Templemacduagh, Cill Mhuirbhigh, Co. Galway

Co. Galway |

Churches & Chapels

Templemacduagh, Cill Mhuirbhigh, Co. Galway

Sitting in a slight hollow on the Aran Islands, this small roofless church carries the traces of at least three distinct building campaigns layered one on top of another, the cumulative result being something that reads less like a unified structure and more like a slow negotiation between different centuries and intentions.

The battlemented parapets running along the top of the chancel walls sit oddly above stonework that began its life as a simple early Christian oratory, and the effect is quietly dissonant in a way that photographs rarely capture.

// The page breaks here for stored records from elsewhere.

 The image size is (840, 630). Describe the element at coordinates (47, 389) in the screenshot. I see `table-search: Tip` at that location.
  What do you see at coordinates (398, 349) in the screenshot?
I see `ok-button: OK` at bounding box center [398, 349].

The earliest phase is the oratory itself, a modest east-west structure measuring roughly 5.7 metres long by 4.4 metres wide. It has antae, the projecting end-walls characteristic of early Irish stone churches, and a trabeate doorway at the west end, meaning the opening is formed by two upright stones with a flat lintel laid across rather than a true arch. At some later point a chancel was added to the east, its arch inserted between the original antae, effectively threading the new construction into the bones of the old. Later still, battlemented parapets were raised on the north and south walls of that chancel, giving the building an incongruously fortified upper profile. A transitional east window in the chancel, mixing Romanesque and Gothic elements, adds another layer to this palimpsest of construction. On the outer face of the wall at the north-west corner there is a slab carved with an animal motif, the kind of detail easy to walk past without noticing. The site is known locally as Teampall Mac Duach, a name connecting it to Saint Colman Mac Duach, the seventh-century founder associated with the nearby monastic complex at Kilmacduagh on the mainland in County Galway.

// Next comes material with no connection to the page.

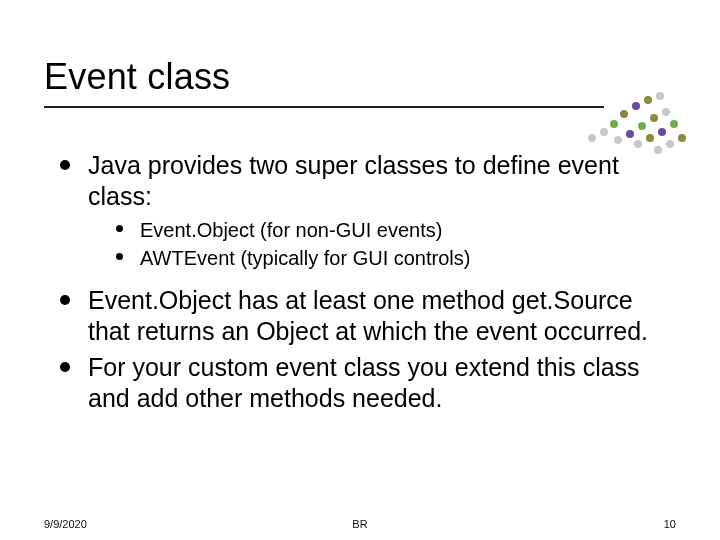  What do you see at coordinates (305, 258) in the screenshot?
I see `sub-bullet-text: AWTEvent (typically for GUI controls)` at bounding box center [305, 258].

The church does not stand alone. A cross-inscribed pillar rises to the west, a plain pillar-stone stands to the north, and a holy well lies to the south-south-west. A holy well in this context would have functioned as a site of local devotion, often associated with the patron saint of a nearby church, and patterns or rounds of prayer were sometimes performed at such wells well into modern times. There is also a possible souterrain in the vicinity, an underground stone-lined passage typically associated with early medieval settlement, though its extent and purpose here remain uncertain. The whole cluster sits roughly 180 metres north-west of the larger Teampall na Naomh, and the proximity of these monuments to one another suggests this part of Cill Mhuirbhigh on Inis Mór was a place of sustained significance across many centuries.